Paula Celani's day in court has become a six-month legal odyssey.
The Montreal woman was back in front of a judge yesterday to fight a ticket she received for participating in an "illegal Mass" at a rented facility in the borough of Lachine. But the case was put over until February 22, 2012 when Celani's lawyer will argue the ticket is invalid because it is an abuse of a zoning bylaw and, more importantly, because it violates her Charter rights.
Celani first appeared in court in mid-September. The initial hearing was deferred because witnesses from the borough didn't bother to show up.
In the interim, Celani engaged a Montreal constitutional lawyer to argue the case, at least in part on Charter grounds. She acknowledged after her appearance on Tuesday that her reflex was to simply pay the $144 fine and settle the matter. Then she got mad, and the madder she got, the more she became determined to fight.
"I realized this is not right. It's not right for them to do this to me or anybody else. I rented a space, I invited friends to come and share it with me, my friends said 'yes' and I was fined for it. It's an infringement of my rights," she said.
The ground for the legal fight was laid back in October 2009, when Celani and friends belonging to a lay Catholic organization paid $700 for a few hours rental of the Maison du Brasseur in Lachine, on the southwest edge of Montreal. It was the third year in a row the group had rented the same public facility to gather behind closed doors, sing songs, listen to lectures, participate in a Mass, and share a meal. At no point, Celani says, was she ever told about the infamous "illegal Mass" provision.
Six months later, however, she was mailed the $144 fine for violating a bylaw that purportedly prohibits rental of the building for prayer, religious singing, or any kind of religious service. In fact, says lawyer Bob Reynolds, the bylaw cited on the ticket deals with nothing of the sort. It's a zoning bylaw regulating land use. Under current zoning, someone would be prevented from turning the Maison du Brasseur into a full-purpose, full-time church.
"But the bylaw says nothing about occasional use. It's there to control normal use of the land," Reynolds says. "The way they've applied it makes no sense—it's a misuse of the bylaw."
He noted a case in which another Montreal-area municipality tried to use a zoning bylaw to prevent an individual from putting up a religious shrine in his own backyard. That case, Reynolds says, was tossed out of court. Beyond the abuse of zoning, he argues, there is the assault on Charter guarantees not just to freedom of religion but freedom of association and freedom of speech.
If Celani is fined for being at a Mass behind closed doors in rented public space, what happens when another group holds a dinner in the facility and simply says grace before their meal? Will the faithful eventually be subjected to the equivalent of quarantine by prohibiting all religious gatherings outside of churches, mosques, synagogues, and other specially-designated buildings?
"You have to wonder how far the State is willing to go," says John Zucchi, chairman of the history department at McGill and a member of the lay Catholic group that rented the Maison du Brasseur. "Is this the new secular norm in Quebec to which we are all expected to subscribe?"
If so, he warns, we are headed for a future reminiscent of the very ugly time in Canada's past when settlement of Chinese immigrants was strictly controlled by using zoning to limit their businesses to particular sections of cities.
At the end of the day, a six-month fight will seem a small price to pay if it prevents such grotesque affronts to all Canadians who truly believe in freedom.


Exact copy without images: repeat every entry as written.

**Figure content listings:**
****************
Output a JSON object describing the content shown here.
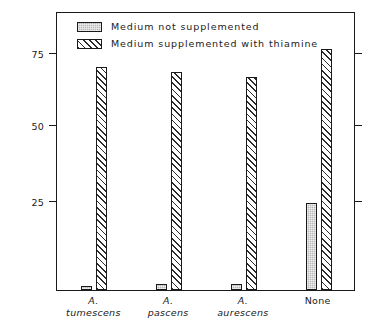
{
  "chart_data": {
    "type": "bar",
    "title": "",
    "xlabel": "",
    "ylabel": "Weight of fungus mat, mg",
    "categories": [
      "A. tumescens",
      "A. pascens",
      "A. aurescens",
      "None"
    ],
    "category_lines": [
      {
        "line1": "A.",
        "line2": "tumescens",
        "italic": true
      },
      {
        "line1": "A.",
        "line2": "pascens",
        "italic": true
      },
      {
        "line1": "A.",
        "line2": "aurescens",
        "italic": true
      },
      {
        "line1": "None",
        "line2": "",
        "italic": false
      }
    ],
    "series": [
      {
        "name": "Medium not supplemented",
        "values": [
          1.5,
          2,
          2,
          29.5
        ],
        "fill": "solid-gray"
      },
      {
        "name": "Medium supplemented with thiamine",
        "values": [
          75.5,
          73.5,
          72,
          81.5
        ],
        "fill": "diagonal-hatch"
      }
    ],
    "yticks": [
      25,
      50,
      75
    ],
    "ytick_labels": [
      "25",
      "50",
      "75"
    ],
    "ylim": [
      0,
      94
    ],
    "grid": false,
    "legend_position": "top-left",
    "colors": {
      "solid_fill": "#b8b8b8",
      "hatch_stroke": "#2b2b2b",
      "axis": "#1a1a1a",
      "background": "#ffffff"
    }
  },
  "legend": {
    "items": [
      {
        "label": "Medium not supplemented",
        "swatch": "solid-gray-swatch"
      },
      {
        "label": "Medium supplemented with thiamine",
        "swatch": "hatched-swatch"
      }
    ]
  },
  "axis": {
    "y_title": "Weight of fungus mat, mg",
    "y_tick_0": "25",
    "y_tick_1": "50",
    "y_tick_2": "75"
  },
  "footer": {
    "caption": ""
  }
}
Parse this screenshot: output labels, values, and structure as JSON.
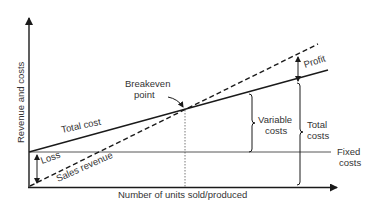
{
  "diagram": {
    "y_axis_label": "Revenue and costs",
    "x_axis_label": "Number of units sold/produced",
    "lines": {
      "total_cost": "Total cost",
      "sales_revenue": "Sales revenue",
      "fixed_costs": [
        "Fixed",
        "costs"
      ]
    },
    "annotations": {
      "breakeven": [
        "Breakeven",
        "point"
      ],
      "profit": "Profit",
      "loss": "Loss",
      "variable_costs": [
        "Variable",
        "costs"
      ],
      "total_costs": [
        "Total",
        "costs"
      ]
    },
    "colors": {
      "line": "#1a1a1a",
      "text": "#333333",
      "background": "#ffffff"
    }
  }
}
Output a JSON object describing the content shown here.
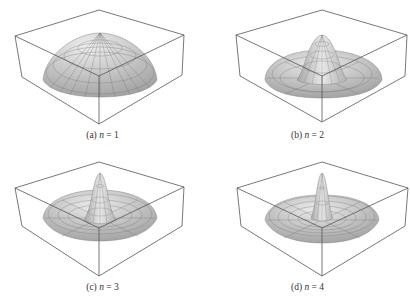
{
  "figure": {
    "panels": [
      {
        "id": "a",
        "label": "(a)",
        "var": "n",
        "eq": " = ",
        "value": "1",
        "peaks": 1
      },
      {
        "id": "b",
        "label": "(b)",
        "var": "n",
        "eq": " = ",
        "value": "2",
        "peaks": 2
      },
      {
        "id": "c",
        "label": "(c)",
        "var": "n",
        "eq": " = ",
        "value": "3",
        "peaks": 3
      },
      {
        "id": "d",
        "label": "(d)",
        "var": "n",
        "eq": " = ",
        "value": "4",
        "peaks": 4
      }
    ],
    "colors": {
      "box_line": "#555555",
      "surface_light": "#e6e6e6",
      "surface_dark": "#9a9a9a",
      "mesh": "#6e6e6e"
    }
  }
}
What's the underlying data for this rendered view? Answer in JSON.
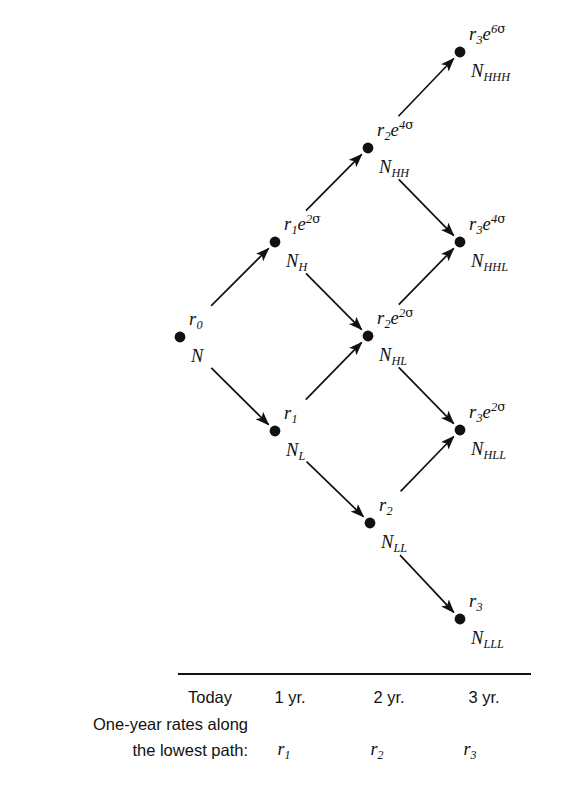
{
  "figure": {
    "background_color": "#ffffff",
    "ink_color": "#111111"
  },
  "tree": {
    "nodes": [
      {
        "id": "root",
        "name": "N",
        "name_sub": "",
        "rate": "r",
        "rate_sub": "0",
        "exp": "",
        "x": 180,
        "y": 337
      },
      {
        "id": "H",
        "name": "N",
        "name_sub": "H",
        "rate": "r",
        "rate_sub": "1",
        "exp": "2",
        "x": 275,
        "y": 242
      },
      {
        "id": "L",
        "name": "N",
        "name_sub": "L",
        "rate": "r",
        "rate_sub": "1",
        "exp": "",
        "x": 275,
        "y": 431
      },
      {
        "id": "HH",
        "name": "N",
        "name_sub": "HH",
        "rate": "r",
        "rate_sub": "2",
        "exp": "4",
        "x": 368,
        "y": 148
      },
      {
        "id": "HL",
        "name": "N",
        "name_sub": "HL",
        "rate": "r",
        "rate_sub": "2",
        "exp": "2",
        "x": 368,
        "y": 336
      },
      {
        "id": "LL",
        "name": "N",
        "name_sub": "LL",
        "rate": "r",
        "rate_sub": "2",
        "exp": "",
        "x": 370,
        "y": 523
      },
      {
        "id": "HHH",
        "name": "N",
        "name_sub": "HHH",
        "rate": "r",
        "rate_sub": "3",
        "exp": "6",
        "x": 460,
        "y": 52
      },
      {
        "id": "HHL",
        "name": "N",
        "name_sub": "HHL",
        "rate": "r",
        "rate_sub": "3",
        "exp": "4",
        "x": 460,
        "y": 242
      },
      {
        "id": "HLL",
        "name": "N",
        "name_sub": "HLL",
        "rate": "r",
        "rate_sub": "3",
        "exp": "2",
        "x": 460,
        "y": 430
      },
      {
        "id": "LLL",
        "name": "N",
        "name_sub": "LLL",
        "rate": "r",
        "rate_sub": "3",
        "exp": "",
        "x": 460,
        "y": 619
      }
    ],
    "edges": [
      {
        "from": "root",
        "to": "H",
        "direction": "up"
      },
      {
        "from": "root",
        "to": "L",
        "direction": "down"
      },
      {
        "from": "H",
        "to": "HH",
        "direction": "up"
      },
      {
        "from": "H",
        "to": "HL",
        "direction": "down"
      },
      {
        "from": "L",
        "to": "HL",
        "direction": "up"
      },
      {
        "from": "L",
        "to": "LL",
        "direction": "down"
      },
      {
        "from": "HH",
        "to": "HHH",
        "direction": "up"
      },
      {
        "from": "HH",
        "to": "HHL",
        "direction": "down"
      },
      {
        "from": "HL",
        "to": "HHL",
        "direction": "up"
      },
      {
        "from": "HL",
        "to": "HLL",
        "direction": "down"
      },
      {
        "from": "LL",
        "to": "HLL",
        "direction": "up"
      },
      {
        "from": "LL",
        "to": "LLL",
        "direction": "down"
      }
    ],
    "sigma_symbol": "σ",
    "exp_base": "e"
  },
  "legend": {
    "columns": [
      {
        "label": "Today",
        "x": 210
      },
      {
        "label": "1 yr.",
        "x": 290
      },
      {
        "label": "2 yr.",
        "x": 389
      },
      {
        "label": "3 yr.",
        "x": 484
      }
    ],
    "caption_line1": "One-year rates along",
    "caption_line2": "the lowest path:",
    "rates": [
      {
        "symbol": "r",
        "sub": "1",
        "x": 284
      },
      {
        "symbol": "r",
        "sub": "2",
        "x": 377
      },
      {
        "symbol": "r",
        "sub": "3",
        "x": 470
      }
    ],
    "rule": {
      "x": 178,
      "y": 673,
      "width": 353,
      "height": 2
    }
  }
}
****************
**Problem solution:**
Output a JSON object describing the content shown here.
{
  "chart_data": {
    "type": "bar",
    "title": "",
    "xlabel": "",
    "ylabel": "Weight of fungus mat, mg",
    "categories": [
      "A. tumescens",
      "A. pascens",
      "A. aurescens",
      "None"
    ],
    "category_lines": [
      {
        "line1": "A.",
        "line2": "tumescens",
        "italic": true
      },
      {
        "line1": "A.",
        "line2": "pascens",
        "italic": true
      },
      {
        "line1": "A.",
        "line2": "aurescens",
        "italic": true
      },
      {
        "line1": "None",
        "line2": "",
        "italic": false
      }
    ],
    "series": [
      {
        "name": "Medium not supplemented",
        "values": [
          1.5,
          2,
          2,
          29.5
        ],
        "fill": "solid-gray"
      },
      {
        "name": "Medium supplemented with thiamine",
        "values": [
          75.5,
          73.5,
          72,
          81.5
        ],
        "fill": "diagonal-hatch"
      }
    ],
    "yticks": [
      25,
      50,
      75
    ],
    "ytick_labels": [
      "25",
      "50",
      "75"
    ],
    "ylim": [
      0,
      94
    ],
    "grid": false,
    "legend_position": "top-left",
    "colors": {
      "solid_fill": "#b8b8b8",
      "hatch_stroke": "#2b2b2b",
      "axis": "#1a1a1a",
      "background": "#ffffff"
    }
  },
  "legend": {
    "items": [
      {
        "label": "Medium not supplemented",
        "swatch": "solid-gray-swatch"
      },
      {
        "label": "Medium supplemented with thiamine",
        "swatch": "hatched-swatch"
      }
    ]
  },
  "axis": {
    "y_title": "Weight of fungus mat, mg",
    "y_tick_0": "25",
    "y_tick_1": "50",
    "y_tick_2": "75"
  },
  "footer": {
    "caption": ""
  }
}
Parse this screenshot: output labels, values, and structure as JSON.
{
  "diagram": {
    "y_axis_label": "Revenue and costs",
    "x_axis_label": "Number of units sold/produced",
    "lines": {
      "total_cost": "Total cost",
      "sales_revenue": "Sales revenue",
      "fixed_costs": [
        "Fixed",
        "costs"
      ]
    },
    "annotations": {
      "breakeven": [
        "Breakeven",
        "point"
      ],
      "profit": "Profit",
      "loss": "Loss",
      "variable_costs": [
        "Variable",
        "costs"
      ],
      "total_costs": [
        "Total",
        "costs"
      ]
    },
    "colors": {
      "line": "#1a1a1a",
      "text": "#333333",
      "background": "#ffffff"
    }
  }
}
Output a JSON object describing the content shown here.
{
  "figure": {
    "panels": [
      {
        "id": "a",
        "label": "(a)",
        "var": "n",
        "eq": " = ",
        "value": "1",
        "peaks": 1
      },
      {
        "id": "b",
        "label": "(b)",
        "var": "n",
        "eq": " = ",
        "value": "2",
        "peaks": 2
      },
      {
        "id": "c",
        "label": "(c)",
        "var": "n",
        "eq": " = ",
        "value": "3",
        "peaks": 3
      },
      {
        "id": "d",
        "label": "(d)",
        "var": "n",
        "eq": " = ",
        "value": "4",
        "peaks": 4
      }
    ],
    "colors": {
      "box_line": "#555555",
      "surface_light": "#e6e6e6",
      "surface_dark": "#9a9a9a",
      "mesh": "#6e6e6e"
    }
  }
}
What's the underlying data for this rendered view? Answer in JSON.
{
  "figure": {
    "background_color": "#ffffff",
    "ink_color": "#111111"
  },
  "tree": {
    "nodes": [
      {
        "id": "root",
        "name": "N",
        "name_sub": "",
        "rate": "r",
        "rate_sub": "0",
        "exp": "",
        "x": 180,
        "y": 337
      },
      {
        "id": "H",
        "name": "N",
        "name_sub": "H",
        "rate": "r",
        "rate_sub": "1",
        "exp": "2",
        "x": 275,
        "y": 242
      },
      {
        "id": "L",
        "name": "N",
        "name_sub": "L",
        "rate": "r",
        "rate_sub": "1",
        "exp": "",
        "x": 275,
        "y": 431
      },
      {
        "id": "HH",
        "name": "N",
        "name_sub": "HH",
        "rate": "r",
        "rate_sub": "2",
        "exp": "4",
        "x": 368,
        "y": 148
      },
      {
        "id": "HL",
        "name": "N",
        "name_sub": "HL",
        "rate": "r",
        "rate_sub": "2",
        "exp": "2",
        "x": 368,
        "y": 336
      },
      {
        "id": "LL",
        "name": "N",
        "name_sub": "LL",
        "rate": "r",
        "rate_sub": "2",
        "exp": "",
        "x": 370,
        "y": 523
      },
      {
        "id": "HHH",
        "name": "N",
        "name_sub": "HHH",
        "rate": "r",
        "rate_sub": "3",
        "exp": "6",
        "x": 460,
        "y": 52
      },
      {
        "id": "HHL",
        "name": "N",
        "name_sub": "HHL",
        "rate": "r",
        "rate_sub": "3",
        "exp": "4",
        "x": 460,
        "y": 242
      },
      {
        "id": "HLL",
        "name": "N",
        "name_sub": "HLL",
        "rate": "r",
        "rate_sub": "3",
        "exp": "2",
        "x": 460,
        "y": 430
      },
      {
        "id": "LLL",
        "name": "N",
        "name_sub": "LLL",
        "rate": "r",
        "rate_sub": "3",
        "exp": "",
        "x": 460,
        "y": 619
      }
    ],
    "edges": [
      {
        "from": "root",
        "to": "H",
        "direction": "up"
      },
      {
        "from": "root",
        "to": "L",
        "direction": "down"
      },
      {
        "from": "H",
        "to": "HH",
        "direction": "up"
      },
      {
        "from": "H",
        "to": "HL",
        "direction": "down"
      },
      {
        "from": "L",
        "to": "HL",
        "direction": "up"
      },
      {
        "from": "L",
        "to": "LL",
        "direction": "down"
      },
      {
        "from": "HH",
        "to": "HHH",
        "direction": "up"
      },
      {
        "from": "HH",
        "to": "HHL",
        "direction": "down"
      },
      {
        "from": "HL",
        "to": "HHL",
        "direction": "up"
      },
      {
        "from": "HL",
        "to": "HLL",
        "direction": "down"
      },
      {
        "from": "LL",
        "to": "HLL",
        "direction": "up"
      },
      {
        "from": "LL",
        "to": "LLL",
        "direction": "down"
      }
    ],
    "sigma_symbol": "σ",
    "exp_base": "e"
  },
  "legend": {
    "columns": [
      {
        "label": "Today",
        "x": 210
      },
      {
        "label": "1 yr.",
        "x": 290
      },
      {
        "label": "2 yr.",
        "x": 389
      },
      {
        "label": "3 yr.",
        "x": 484
      }
    ],
    "caption_line1": "One-year rates along",
    "caption_line2": "the lowest path:",
    "rates": [
      {
        "symbol": "r",
        "sub": "1",
        "x": 284
      },
      {
        "symbol": "r",
        "sub": "2",
        "x": 377
      },
      {
        "symbol": "r",
        "sub": "3",
        "x": 470
      }
    ],
    "rule": {
      "x": 178,
      "y": 673,
      "width": 353,
      "height": 2
    }
  }
}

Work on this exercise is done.